Sparta played no active part in the Achaean War in 146 BC when the Achaean League was defeated by the Roman general Lucius Mummius. Subsequently, Sparta become a free city in the Roman sense, some of the institutions of Lycurgus were restored [138] and the city became a tourist attraction for the Roman elite who came to observe exotic Spartan ...
In 281 BC, at the request of the Greek city of Tarentum, Pyrrhus, the King of the Greek state of Epirus, began the Pyrrhic War taking an army of 25,500 men and 20 elephants to Italy to help fight the Romans. [1] The Romans had succeeded in conquering most of Italy and were now moving in to take the Greek cities in Magna Graecia. [2]
As the port of Gythium was an important Spartan base, the allies decided to capture it before they advanced inland to Sparta. The Romans and the Achaeans were joined outside the city by the Pergamese and Rhodian fleets. The Spartans held out, but one of the joint commanders, Dexagoridas, decided to surrender the city to the Roman legate.
Furthermore, the Romans considered the rebellion more of a policing matter than a war. Rome dispatched militia under the command of the praetor Gaius Claudius Glaber, who besieged Spartacus and his camp on Mount Vesuvius, hoping that starvation would force Spartacus to surrender. They were taken by surprise when Spartacus used ropes made from ...

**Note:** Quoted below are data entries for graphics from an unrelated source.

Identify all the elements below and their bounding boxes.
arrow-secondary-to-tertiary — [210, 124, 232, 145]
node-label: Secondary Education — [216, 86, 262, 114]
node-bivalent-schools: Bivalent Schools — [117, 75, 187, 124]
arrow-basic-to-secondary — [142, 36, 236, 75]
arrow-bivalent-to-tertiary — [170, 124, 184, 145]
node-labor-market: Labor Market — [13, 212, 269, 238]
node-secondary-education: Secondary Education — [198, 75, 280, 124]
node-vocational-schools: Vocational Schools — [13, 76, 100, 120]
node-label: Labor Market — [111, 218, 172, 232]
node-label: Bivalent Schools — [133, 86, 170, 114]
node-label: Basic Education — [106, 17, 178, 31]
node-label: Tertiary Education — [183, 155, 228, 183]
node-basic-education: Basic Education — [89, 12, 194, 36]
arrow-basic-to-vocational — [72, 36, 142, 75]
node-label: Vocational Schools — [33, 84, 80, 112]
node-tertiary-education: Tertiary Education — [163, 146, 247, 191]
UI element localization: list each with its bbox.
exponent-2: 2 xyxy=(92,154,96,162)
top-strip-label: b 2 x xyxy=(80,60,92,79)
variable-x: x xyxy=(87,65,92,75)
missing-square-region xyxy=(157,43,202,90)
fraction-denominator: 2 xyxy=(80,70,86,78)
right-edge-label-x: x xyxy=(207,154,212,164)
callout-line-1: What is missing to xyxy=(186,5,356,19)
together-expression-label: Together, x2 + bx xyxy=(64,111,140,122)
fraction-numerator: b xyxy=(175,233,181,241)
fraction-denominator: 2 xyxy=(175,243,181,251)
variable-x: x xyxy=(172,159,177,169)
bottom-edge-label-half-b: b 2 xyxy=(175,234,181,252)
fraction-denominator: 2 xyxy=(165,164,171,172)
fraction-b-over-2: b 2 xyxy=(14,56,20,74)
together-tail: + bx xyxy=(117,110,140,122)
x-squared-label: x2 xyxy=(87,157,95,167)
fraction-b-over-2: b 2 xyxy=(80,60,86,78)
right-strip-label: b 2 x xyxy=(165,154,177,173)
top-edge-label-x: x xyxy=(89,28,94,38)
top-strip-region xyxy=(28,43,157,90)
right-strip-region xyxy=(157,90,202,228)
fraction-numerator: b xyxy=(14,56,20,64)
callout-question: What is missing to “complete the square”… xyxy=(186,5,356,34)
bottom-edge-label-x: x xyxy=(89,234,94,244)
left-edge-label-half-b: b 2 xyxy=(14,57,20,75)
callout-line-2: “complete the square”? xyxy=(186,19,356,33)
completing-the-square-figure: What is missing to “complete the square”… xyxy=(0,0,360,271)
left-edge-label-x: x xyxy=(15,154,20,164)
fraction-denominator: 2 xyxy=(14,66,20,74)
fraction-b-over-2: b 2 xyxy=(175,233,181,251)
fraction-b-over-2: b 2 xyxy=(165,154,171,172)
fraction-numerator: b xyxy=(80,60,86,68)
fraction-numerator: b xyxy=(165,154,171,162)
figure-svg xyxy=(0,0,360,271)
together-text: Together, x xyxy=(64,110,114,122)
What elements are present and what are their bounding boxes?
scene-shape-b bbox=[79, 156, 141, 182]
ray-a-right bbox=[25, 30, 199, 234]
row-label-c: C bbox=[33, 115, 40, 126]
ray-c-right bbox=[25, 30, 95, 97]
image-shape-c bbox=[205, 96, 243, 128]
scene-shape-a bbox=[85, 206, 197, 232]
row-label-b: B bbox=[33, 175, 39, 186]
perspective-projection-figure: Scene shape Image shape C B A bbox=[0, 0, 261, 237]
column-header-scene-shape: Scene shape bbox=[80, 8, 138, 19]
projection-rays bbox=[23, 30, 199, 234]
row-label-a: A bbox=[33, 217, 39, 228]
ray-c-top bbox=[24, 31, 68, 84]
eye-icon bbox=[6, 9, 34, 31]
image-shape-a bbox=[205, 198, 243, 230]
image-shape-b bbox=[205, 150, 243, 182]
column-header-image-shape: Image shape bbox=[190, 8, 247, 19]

This is a list of cities and towns founded by the Romans. It lists cities established and built by the ancient Romans to have begun as a colony , often for the settlement of citizens or veterans of the legions .
The site of the Tarpeian Rock as it appeared in 2008 A 19th-century etching of the Tarpeian Rock. The Rock of Tarpeia (/ t ɑːr ˈ p iː ə n /; Latin: Rupes Tarpeia or Saxum Tarpeium; Italian: Rupe Tarpea) is a steep cliff on the south side of the Capitoline Hill that was used in Ancient Rome as a site of execution.
Roman expansion in Italy from 500 BC to 218 BC through the Latin War (light red), Samnite Wars (pink/orange), Pyrrhic War (beige), and First and Second Punic War (yellow and green). The Roman Republic in 272 BC is marked with dark and light red, pink, orange and beige. Year 272 BC was a year of the pre-Julian Roman calendar.